“I’m already working on it checking the origins. The bands were engraved with the initials HAE and OAE. And the necklace looks like a handmade, genuine Native piece, a little on the pricey side.”

“Great. What about DNA?”

“All the pieces were swabbed as soon as they took them out of the grave.”

“Even better. Let me know if anything pops.”

“Will do. Are we working late tonight?”

“As late as it takes.” Brent glanced up to see Theo Woodsong standing in the doorway. “What have you got for me?”

Theo grinned. “I’m pretty sure I found the right Atticus Eaton. You know, the guy named on Rowan’s birth certificate. And you won’t believe what else I discovered.”

While Brent’s team made headway, Rowan and Will sat around her dining table discussing the pros and cons of focusing on the commune as it pertained to Hallie.

“How would she have ended up there?” Rowan asked, sipping from a mojito Will had thrown together. “Unless the Celestial Moon broke apart near Half Moon Bay and Hallie washed up on the beach there. After all, Phoebe Jamieson mentions a dozen times or more in her research that the members of the commune routinely hung out on that stretch of beach. I know Gwynn loved it there.”

“The newspaper articles weren’t specific about where the ship went down. Despite my years of attempting to pinpoint the exact location, I found it impossible to narrow it down. Many said that pieces of the boat washed up as far south as Santa Cruz and as far north as Half Moon Bay. Remember when I mentioned Pelican Pointe was the epicenter?”

“Like an earthquake,” Rowan murmured.

“Yeah. Sort of. I reached out to several weather experts to get tidal information for December 20th. The results confirm the storm was so powerful that it could’ve scattered debris in a fifty-mile radius up and down the coastline.”

“Okay, so if that fisherman rescued you near San Gregorio, it’s not that much of a stretch to think Hallie might’ve ended up somewhere near Half Moon Bay. Let’s say a member of the commune happened along after the storm and saw a young girl lying on the beach. They take her back to the farmhouse, where, at some point, Lynette decides to adopt her out to another family. What do you say we dig through everything Phoebe sent us? I mean really dig, separate the Nichols’ personal stuff, and focus on adoption records. There has to be a paper trail, right?”

“You’d think but I doubt phony paperwork will help us locate Hallie.”

“You never know,” Rowan said as she started combing through Phoebe Jamieson’s sometimes confusing files. It was an array of correspondence, invoices, medical records, tax returns, and legal documents that Phoebe had obtained via the Freedom of Information Act.

With a mass of papers before them, the two culled out those that didn’t seem relevant and concentrated on the forged adoption papers. Some were difficult to spot. But others stood out from the rest because of sloppy details that raised red flags. During a time period that covered August 1999 through April 2000, they found the same couple listed on eight different birth certificates who had supposedly given up eight babies in one year. According to state records, the couple didn’t exist.

“None of these papers are real,” Rowan declared, sliding them toward Will to inspect.

“There’s no driver’s license or social security number prior to 1999 for that couple,” Will asserted. “Talk about lucking out. It seems no one bothered to check whether these adoptions were legit. Hallie could be here somewhere in the adoptions that happened between January 2000 and April 2000.”

“We should concentrate on ages, four to five and up. We don’t know how long she spent at the commune, but it probably wasn’t for long. Here are two more that fit the timeframe. Different mothers are listed on the birth records. Could she have been adopted out as a five-year-old?”

“Sure. Why?”

“Because I’m holding paperwork referring to a Judge Silverton signing off on the adoption of a five-year-old girl named Callie. Callie Shelby.”

Will’s head whipped up from the stack of papers he’d been perusing. “It’s gotta be Hallie. Callie / Hallie. Our next step should be hunting down the court records.”

“I’m not sure that would do any good, Will. Have you noticed what all of these adoptions have in common?”

“No. What?”

“This Judge Silverton sealed all the records. They’re not available to the public. That piece of paper I showed you simply refers to Nichols giving his okay for ‘Callie’ to go into the adoption queue. It’s almost as if they were clearing out the farmhouse of children they’d been housing up to the time of the murders. We could get Phoebe to check out this judge though or go up there ourselves and confront him.”

“My vote is to confront him face to face.”

Rowan let out a sigh after keying the name into a search engine. “Not possible. Judge Silverton died in 2010.”

Will slammed his palms down on the table in frustration. “Every time I get close, this is what happens. I hit another dead end.”

Rowan reached out her hand and laid it on Will’s arm. “It’s not a dead end if we have her name and phony date of birth that we can trace. Once she entered the school system under Callie Shelby, there has to be a paper trail.”

From the information Brent’s team accumulated they had more questions than answers So many that Eastlyn tried to prioritize the list. They sat around the conference table long into the night doing their best to piece together answers to what they’d found so far. Over pizza and spaghetti, the four of them dissected each piece of the puzzle.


The answer must consist of every line below that contains the word "with".

*** Opening of Supplied material ***

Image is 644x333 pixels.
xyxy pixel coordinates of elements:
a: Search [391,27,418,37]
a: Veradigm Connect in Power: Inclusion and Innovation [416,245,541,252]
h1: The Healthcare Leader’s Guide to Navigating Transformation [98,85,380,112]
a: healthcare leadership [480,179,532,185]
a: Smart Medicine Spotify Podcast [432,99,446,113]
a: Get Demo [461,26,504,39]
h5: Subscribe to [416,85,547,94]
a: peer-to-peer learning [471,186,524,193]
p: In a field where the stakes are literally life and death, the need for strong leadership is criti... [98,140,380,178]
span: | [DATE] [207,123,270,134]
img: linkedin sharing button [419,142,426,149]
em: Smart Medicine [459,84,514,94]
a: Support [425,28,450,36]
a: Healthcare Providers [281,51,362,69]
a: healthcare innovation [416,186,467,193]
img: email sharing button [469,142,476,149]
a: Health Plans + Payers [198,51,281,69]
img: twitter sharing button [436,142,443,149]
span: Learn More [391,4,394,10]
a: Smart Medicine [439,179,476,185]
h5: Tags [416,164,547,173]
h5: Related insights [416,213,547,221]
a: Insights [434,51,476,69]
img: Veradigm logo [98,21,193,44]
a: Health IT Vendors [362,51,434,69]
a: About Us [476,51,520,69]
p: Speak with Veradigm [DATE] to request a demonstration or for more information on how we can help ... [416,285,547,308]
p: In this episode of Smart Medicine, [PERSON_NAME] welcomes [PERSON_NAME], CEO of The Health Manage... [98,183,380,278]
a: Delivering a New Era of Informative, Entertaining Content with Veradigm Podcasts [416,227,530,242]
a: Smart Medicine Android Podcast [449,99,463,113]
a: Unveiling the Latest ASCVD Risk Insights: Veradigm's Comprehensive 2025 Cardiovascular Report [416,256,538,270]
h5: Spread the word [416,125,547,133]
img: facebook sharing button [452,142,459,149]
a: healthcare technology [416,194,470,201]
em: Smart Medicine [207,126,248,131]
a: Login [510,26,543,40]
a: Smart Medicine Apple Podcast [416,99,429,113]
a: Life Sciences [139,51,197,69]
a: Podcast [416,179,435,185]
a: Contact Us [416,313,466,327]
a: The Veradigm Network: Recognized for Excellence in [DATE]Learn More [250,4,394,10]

*** Close of Supplied material ***
*** Opening of Supplied material ***

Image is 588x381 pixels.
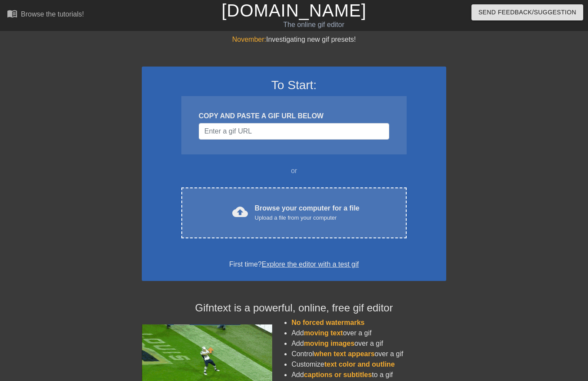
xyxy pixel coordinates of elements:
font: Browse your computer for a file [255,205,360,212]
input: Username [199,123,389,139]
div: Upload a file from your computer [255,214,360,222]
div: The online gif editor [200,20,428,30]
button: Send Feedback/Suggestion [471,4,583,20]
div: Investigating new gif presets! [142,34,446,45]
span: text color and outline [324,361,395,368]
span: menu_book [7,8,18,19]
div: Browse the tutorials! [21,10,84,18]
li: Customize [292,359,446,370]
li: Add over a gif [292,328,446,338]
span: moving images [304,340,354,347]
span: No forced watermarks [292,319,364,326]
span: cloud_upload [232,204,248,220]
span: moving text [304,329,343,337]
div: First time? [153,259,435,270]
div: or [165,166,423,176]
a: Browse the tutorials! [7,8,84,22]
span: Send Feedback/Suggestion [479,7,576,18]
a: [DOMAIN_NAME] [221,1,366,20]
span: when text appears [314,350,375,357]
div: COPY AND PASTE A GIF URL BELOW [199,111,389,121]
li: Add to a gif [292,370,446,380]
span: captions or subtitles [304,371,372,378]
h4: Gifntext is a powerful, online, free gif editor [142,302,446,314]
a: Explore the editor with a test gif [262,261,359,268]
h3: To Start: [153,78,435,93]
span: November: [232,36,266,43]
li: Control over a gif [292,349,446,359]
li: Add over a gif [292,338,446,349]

*** Close of Supplied material ***

*The answer*
p: Speak with Veradigm [DATE] to request a demonstration or for more information on how we can help ... [416,285,547,308]
a: Delivering a New Era of Informative, Entertaining Content with Veradigm Podcasts [416,227,530,242]
a: Explore the editor with a test gif [262,261,359,268]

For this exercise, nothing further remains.